Janet Yellen |
Last week, during her confirmation hearing, to become Treasury Secretary, Janet Yellen told the Senate Finance Committee that analysis of states that boosted the minimum wage showed that job losses are “minimal, if anything.”
“Very minimal,” Yellen added in reply to a question by South Carolina Sen. Tim Scott
She knows better than this.
A Wall Street Journal editorial points out that during a Congressional hearing in 2014 when she was asked about Barack Obama’s proposal to raise the federal minimum wage to $10.10, she said, “I think almost all economists think that the minimum wage has two main effects.”
One, she pointed out, is increasing pay for some low-paid workers, and the second is “there would be some amount of negative impact on employment.” How much is a matter of “considerable debate,” she said, adding that she “wouldn’t argue” with the Congressional Budget Office estimate that Obama’s hike would cost 500,000 jobs.
Now, she thinks job losses would be minimal if anything, yeah right.
The Journal editorial nailed what is really going on:
Ms. Yellen no doubt feels she has to sell her new boss’s economic policies, and on Tuesday she also endorsed his gigantic Covid relief bill of $1.9 trillion. The huge increase in the federal debt held by the public, which is already about 100% of the economy and rising, is no longer of much concern to America’s political class. But the main message of Ms. Yellen’s testimony is that she is no longer speaking as an economist. She’s a politician.
The big problem with all this is that 2021 is destined to be a year with one economic storm after another. Biden has named two weak economic advisers, one at the National Economic Council and one at the Council of Economic Advisers. They are very quickly going to be in way over their heads.
The only individual in the room during a crisis with any sense of how the economy works will be Yellen, but if she plays the role of the spineless lackey, and yields to the ideas of Senile Joe and his political controls, the economy could be driven off a cliff to the degree that 2020 might end up looking like the roaring '20s compared to 2021.
-RW
This is why epistemology is so critical. If you get that wrong, then you get economics wrong.
ReplyDeleteAttempts to control markets are doomed to fail, especially through central banking and government edict. An economy is constant flux of spontaneous interaction, where every input changes the whole. Continual feedback and recalculation is necessary. The system is not static, so solutions cannot be fixed. Fluidity, not rigidity, is key. It is misguided delusion at best and sociopathic arrogance or hubris at worst to attempt to dictate terms to a true marketplace.
DeleteNo one becomes treasury secretary without being a lackey.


About this task
Copy each line of the data below with the word "right".

------ Extracted records ------

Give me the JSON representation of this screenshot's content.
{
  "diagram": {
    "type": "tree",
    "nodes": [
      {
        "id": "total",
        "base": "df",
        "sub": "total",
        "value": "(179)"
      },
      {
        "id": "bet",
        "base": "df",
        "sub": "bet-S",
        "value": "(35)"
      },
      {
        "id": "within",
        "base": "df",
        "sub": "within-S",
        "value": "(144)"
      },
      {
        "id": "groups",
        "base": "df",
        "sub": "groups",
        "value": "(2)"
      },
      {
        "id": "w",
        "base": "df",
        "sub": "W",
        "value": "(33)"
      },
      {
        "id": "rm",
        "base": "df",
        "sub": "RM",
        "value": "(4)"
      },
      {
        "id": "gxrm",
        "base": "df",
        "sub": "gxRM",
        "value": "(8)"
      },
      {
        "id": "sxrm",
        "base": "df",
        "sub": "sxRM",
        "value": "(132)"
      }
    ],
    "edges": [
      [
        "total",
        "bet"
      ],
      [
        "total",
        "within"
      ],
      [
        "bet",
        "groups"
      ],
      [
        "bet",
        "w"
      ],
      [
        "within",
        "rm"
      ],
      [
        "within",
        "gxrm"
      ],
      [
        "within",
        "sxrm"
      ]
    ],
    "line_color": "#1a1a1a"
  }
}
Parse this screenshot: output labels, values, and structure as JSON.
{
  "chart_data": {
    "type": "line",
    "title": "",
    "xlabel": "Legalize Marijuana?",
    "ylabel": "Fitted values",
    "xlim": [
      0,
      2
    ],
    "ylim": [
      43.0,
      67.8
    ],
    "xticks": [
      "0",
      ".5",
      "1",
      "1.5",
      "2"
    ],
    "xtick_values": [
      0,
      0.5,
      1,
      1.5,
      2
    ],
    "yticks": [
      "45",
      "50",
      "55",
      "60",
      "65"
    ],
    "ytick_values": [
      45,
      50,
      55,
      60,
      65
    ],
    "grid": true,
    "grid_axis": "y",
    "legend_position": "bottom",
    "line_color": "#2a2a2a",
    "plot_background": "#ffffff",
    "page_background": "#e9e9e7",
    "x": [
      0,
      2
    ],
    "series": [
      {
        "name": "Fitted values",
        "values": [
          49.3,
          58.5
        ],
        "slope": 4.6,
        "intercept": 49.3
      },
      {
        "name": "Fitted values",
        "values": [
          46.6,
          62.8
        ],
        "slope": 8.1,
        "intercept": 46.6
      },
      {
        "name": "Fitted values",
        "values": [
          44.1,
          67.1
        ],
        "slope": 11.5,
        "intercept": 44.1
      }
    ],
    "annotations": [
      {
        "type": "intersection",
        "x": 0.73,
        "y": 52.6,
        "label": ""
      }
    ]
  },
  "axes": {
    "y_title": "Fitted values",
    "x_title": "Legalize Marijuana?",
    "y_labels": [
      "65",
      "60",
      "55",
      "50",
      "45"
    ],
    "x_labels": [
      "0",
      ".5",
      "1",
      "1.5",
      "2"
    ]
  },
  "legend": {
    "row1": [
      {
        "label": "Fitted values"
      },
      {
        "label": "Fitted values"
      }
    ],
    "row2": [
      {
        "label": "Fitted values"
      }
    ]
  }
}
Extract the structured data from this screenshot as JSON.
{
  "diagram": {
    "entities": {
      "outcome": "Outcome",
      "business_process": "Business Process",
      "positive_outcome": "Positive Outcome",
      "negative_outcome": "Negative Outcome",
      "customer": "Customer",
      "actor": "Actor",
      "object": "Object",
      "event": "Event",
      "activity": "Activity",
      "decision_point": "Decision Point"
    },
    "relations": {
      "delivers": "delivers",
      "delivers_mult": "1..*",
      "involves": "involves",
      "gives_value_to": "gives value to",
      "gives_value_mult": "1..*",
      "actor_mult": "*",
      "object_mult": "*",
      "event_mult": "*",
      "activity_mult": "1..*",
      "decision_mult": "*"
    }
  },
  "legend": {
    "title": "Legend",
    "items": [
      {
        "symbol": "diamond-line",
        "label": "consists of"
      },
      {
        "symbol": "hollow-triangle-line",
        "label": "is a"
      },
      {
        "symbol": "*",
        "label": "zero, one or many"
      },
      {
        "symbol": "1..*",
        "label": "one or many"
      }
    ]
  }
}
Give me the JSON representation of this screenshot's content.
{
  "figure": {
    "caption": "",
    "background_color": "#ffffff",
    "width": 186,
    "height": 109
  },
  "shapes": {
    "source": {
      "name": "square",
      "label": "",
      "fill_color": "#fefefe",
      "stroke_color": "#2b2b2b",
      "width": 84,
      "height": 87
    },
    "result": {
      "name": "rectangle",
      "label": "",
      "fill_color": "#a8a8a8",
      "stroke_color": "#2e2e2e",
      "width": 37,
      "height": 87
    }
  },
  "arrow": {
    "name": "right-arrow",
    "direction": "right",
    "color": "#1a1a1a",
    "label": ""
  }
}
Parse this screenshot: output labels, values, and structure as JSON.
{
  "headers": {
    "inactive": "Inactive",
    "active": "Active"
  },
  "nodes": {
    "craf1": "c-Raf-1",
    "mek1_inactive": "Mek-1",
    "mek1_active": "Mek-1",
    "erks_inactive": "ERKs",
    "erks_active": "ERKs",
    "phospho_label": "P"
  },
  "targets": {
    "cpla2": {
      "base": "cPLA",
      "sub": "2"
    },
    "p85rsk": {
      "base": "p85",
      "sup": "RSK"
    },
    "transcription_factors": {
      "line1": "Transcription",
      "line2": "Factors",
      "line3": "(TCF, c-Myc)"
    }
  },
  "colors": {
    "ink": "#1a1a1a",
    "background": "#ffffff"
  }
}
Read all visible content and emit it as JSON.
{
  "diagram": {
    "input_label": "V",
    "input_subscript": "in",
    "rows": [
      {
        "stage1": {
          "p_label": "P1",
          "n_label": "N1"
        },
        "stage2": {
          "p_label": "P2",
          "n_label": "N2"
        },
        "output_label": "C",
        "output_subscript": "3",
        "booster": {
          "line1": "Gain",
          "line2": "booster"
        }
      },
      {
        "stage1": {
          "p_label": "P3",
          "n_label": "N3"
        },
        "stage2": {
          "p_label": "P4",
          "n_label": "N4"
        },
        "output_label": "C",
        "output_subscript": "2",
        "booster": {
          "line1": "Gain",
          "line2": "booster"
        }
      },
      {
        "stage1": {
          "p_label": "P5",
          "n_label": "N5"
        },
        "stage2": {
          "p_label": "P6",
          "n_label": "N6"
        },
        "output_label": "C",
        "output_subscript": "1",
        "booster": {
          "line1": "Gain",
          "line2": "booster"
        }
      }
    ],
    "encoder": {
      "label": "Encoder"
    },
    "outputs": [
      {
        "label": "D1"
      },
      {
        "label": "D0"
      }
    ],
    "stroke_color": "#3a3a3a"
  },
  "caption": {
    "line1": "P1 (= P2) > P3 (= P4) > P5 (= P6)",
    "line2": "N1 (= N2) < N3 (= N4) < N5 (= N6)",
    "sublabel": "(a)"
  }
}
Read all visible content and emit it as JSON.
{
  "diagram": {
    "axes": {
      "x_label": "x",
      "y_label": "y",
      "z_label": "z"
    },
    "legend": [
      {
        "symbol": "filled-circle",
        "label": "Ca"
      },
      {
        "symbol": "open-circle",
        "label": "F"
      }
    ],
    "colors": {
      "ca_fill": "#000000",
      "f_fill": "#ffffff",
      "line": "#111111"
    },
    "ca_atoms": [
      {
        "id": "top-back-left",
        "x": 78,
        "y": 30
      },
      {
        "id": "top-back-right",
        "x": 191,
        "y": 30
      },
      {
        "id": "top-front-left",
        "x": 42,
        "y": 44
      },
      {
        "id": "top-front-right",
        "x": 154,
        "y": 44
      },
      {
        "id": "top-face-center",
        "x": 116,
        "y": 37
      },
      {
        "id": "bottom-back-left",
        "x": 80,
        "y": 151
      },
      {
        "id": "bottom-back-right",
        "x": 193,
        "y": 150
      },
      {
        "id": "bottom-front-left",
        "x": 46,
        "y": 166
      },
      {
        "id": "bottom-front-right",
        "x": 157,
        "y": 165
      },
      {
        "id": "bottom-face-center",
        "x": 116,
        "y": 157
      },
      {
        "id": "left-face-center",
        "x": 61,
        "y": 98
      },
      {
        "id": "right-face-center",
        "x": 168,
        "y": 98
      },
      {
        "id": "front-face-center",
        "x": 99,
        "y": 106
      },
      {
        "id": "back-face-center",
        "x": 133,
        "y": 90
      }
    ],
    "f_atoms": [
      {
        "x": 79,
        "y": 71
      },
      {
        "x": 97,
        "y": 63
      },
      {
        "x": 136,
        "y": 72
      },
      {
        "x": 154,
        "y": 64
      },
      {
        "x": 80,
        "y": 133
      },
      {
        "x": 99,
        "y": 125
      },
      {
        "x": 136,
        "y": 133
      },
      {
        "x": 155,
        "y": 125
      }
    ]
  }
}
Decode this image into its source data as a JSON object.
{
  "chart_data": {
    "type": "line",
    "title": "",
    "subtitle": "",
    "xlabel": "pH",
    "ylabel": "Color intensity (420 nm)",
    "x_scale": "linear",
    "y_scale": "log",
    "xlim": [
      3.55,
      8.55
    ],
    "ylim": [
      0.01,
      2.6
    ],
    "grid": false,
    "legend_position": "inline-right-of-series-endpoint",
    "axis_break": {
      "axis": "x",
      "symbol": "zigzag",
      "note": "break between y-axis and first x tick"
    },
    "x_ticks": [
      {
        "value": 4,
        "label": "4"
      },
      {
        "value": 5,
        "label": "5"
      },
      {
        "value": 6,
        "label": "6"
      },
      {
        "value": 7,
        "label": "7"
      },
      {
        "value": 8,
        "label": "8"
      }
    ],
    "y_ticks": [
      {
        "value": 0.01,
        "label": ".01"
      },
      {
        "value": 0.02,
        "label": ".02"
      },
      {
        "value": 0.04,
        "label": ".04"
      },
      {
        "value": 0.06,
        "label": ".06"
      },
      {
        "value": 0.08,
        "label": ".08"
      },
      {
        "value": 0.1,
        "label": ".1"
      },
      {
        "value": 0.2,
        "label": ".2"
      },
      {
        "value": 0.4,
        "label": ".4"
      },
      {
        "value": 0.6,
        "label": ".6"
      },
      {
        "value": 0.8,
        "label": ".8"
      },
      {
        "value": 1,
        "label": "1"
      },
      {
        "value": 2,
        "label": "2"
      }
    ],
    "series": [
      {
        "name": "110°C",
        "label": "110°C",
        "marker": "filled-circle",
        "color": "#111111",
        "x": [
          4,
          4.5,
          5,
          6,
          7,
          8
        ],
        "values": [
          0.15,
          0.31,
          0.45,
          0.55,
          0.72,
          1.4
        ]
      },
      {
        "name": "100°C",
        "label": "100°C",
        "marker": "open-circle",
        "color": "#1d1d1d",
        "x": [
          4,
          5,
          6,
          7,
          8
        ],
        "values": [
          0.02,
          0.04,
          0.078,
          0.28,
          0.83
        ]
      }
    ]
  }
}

------

Solution for this problem
    "name": "right-arrow",
    "direction": "right",
        "id": "top-back-right",
        "id": "top-front-right",
        "id": "bottom-back-right",
        "id": "bottom-front-right",
        "id": "right-face-center",
    "legend_position": "inline-right-of-series-endpoint",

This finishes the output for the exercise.